The issue is that houses have exploded in value since they were bought decades ago and stock portfolios, like real estate, will likely grow even larger before being given to heirs, putting them past the new tax limits, if they aren’t already there now.

Experts at the Urban-Brookings Tax Policy Center estimate that the basis step-up proposal would hit 2% of decedents who make less than $400,000 — a group for which Biden has pledged not to raise taxes. The Tax Foundation, a conservative think tank, estimates that the step repeal, higher capital gains rate and 40% estate tax would result in a 61% rate for those at the top end of the scale, the highest in almost a century.

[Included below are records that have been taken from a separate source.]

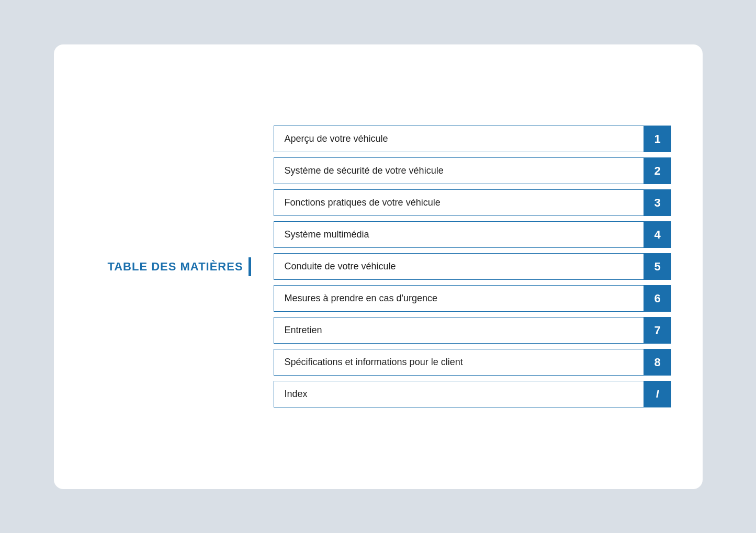 This screenshot has width=756, height=533. What do you see at coordinates (459, 171) in the screenshot?
I see `toc-item-text-2: Système de sécurité de votre véhicule` at bounding box center [459, 171].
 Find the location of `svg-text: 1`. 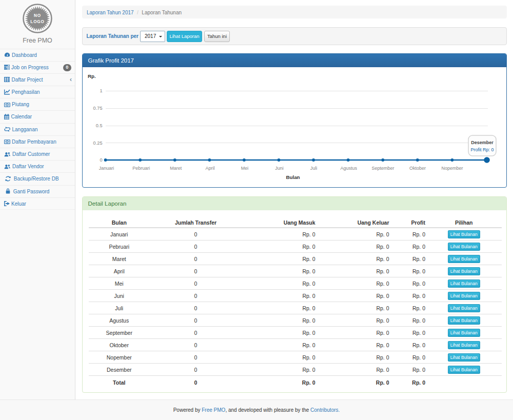

svg-text: 1 is located at coordinates (101, 91).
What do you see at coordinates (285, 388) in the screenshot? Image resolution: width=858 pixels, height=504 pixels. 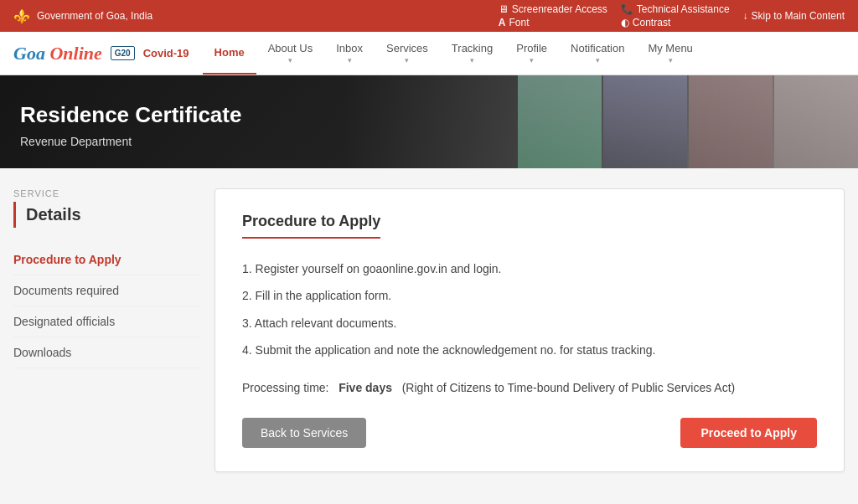 I see `processing-label: Processing time:` at bounding box center [285, 388].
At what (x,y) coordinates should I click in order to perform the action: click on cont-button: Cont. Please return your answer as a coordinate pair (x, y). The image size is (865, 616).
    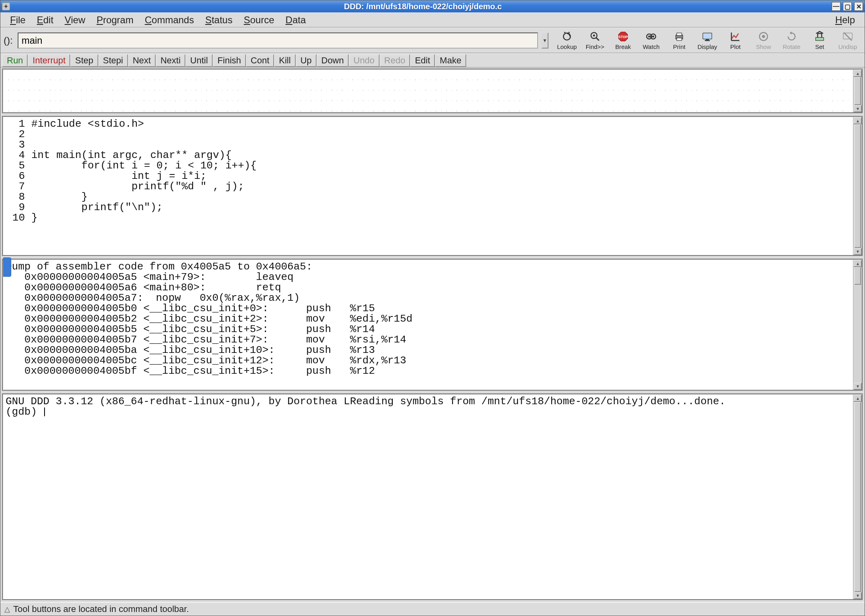
    Looking at the image, I should click on (260, 61).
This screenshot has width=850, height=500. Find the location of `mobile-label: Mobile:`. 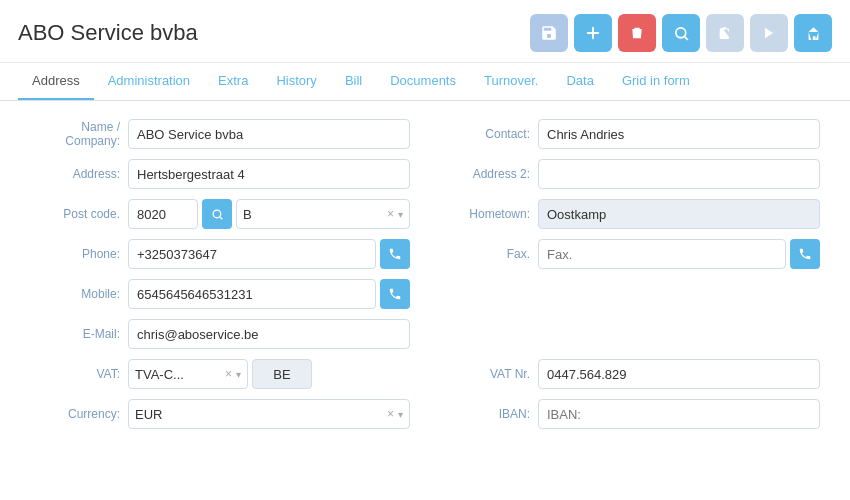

Van Leeuwen cites the example of a middle-class family in Fairfield County, along Connecticut’s affluent “Gold Coast.” A home they bought two decades ago has likely at least doubled in value over the past two decades. In wealthy Greenwich, the median house price in 2020 was more than $2 million, more than twice 2001’s $995,000, according to local property records. The tax hikes “will have a huge impact on homeowners,” he says.

Wealthy investors who own trusts would also be hit. But on that front, they get a heads-up, which advisors say could create tax planning opportunities. The administration wants to levy capital gains tax on unrealized appreciation of property held in trusts, partnerships and other non-corporate entities if the property hasn’t been taxed within the previous 90 years since 1940. Individuals would thus owe tax under this provision starting on December 31, 2030. “Grandma put the Cape Cod compound into a trust 90 years ago, and now the trust is going to get taxed on it,” says Renn.

The proposals have to pass Congress, where a slim Democratic majority, with some Democrats in wealthy states, threatens to create a whopper of a tax fight, and many advisors view the draft rules as an opening poker bid. While retroactive tax hikes are unusual — the last one was in 1993 under the Clinton administration, and was for individual rates — there has never been one for capital gains tax, Renn says. The basis step-up loophole has origins dating back to 1921, when the long-term capital gains tax, levied on assets held for a period of time, now one year or longer, was introduced.

Biden’s proposals “already face stiff opposition, which makes it more unlikely Congress would take the step of making them retroactive,” says Bob Oros, the chairman and CEO of Hightower Advisors, an RIA in Chicago. He theorizes that ”one could argue that President Biden could have simply announced the increase that day, if he intended to put it into place.”

If they ultimately become the law, some investors may have to absorb tax hits that could have been avoided. “The clients may not have sold assets, particularly low basis holdings, had they been aware of the retroactive rate change," says Laura Godine, a vice president and the director of wealth planning at Eaton Vance WaterOak Advisors. "Now they may already be stuck with a potential high tax hit.